In Japan, on the other hand, functional illiteracy is not a concept. There is no way to know what the results would be if it were measured in ways similar to those used in the United States. One can only hazard a guess. For example, what is one to make of the fact that the favorite reading material of wage earners coming home on evening trains is not books or newspapers but manga comics? Manga now account for a huge share of Japanese publishing-as much as half of the magazine market. The point is not that Japanese schools fail to make their students literate – clearly, they do – but that they are not necessarily doing it better than schools in other countries.

To pass examinations in Japan, students must learn facts, facts that are not necessarily relevant to each other or useful in life. The emphasis is on rote memorization. The Ministry of Education reviews all textbooks and standardizes their contents so that pupils across the country, both in public and private schools, read the same books. Unfortunately, the «facts» are not necessarily the facts as the world sees them-especially the history of World War II. The 1970s and 1980s saw frequent protests from China and Korea, for example, when the ministry tried to insist that all textbooks describe Japan's «invasion of the continent» as an «advance into the continent.» Officially approved texts teach that the facts of the Nanking Massacre are «under dispute»; recently, they finally mentioned «comfort women» (women who were forced to serve the Japanese army as prostitutes) but did not say what they did. There is no information about the infamous kenpeitai (secret police), who administered a reign of terror before the war, no description of Japan's colonial rule in Korea, and so forth. The authorities have effectively removed from students' education the period 1895-1945, a crucial half century in world history. Courts have ruled that the purpose of the ministry's textbook review is strictly to check facts, but it has become another unstoppable process that officials hold dear. In recent years, textbook review has gone beyond war issues to other matters: the ministry scratched a sixth-grade textbook because the onomatopoeic sounds that a poet used to describe a rushing river differed from the officially recognized sounds. Textbooks may not mention divorce, single-parent families, or late marriage. Or pizza. The ministry commented, «Pizza is not a set menu for a family.»

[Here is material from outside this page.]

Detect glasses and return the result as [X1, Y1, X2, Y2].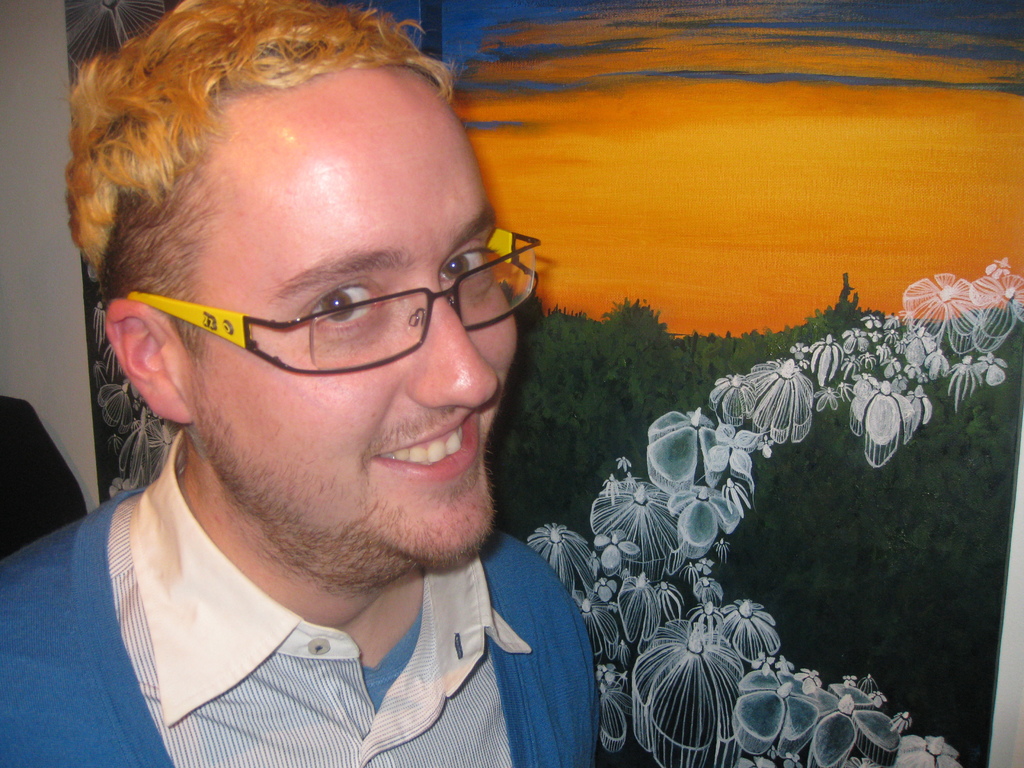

It is bad enough when bureaucrats in Tokyo start telling families what they may think about eating for dinner, but there is another, more serious problem: the facts taught in school are not the ones that university entrance exams test for! Students must therefore attend cram schools (juku) after school – two-thirds of all students aged twelve to fifteen attend juku, which accounts for between two and four hours each day. In addition, extracurricular activities like sports or music clubs function along the lines of paramilitary organizations, with a host of extra duties that exhaust both students and teachers.

This brings us to another vital and distinctive rule of Japanese education, which sets Japan apart from every other nation in the world (with the possible exception of North Korea). It is the principle of keeping a student busy every second. This successfully eliminates any time for independent interests and results in constant fatigue. «Children often tell me, 'I'm tired,' » says Kanno Jun of Waseda University. «They are busy with school, cram-school, and other activities-way beyond their natural limits.» Sleep deprivation is a classic tool of military training, its use well documented in the prewar Japanese army. Being constantly exhausted and yet exerting oneself to gambare is one of the best lessons in masochism. One private poll of sixth-graders in Tokyo found that one in three students went to bed at midnight, at the earliest, because they were studying for juku.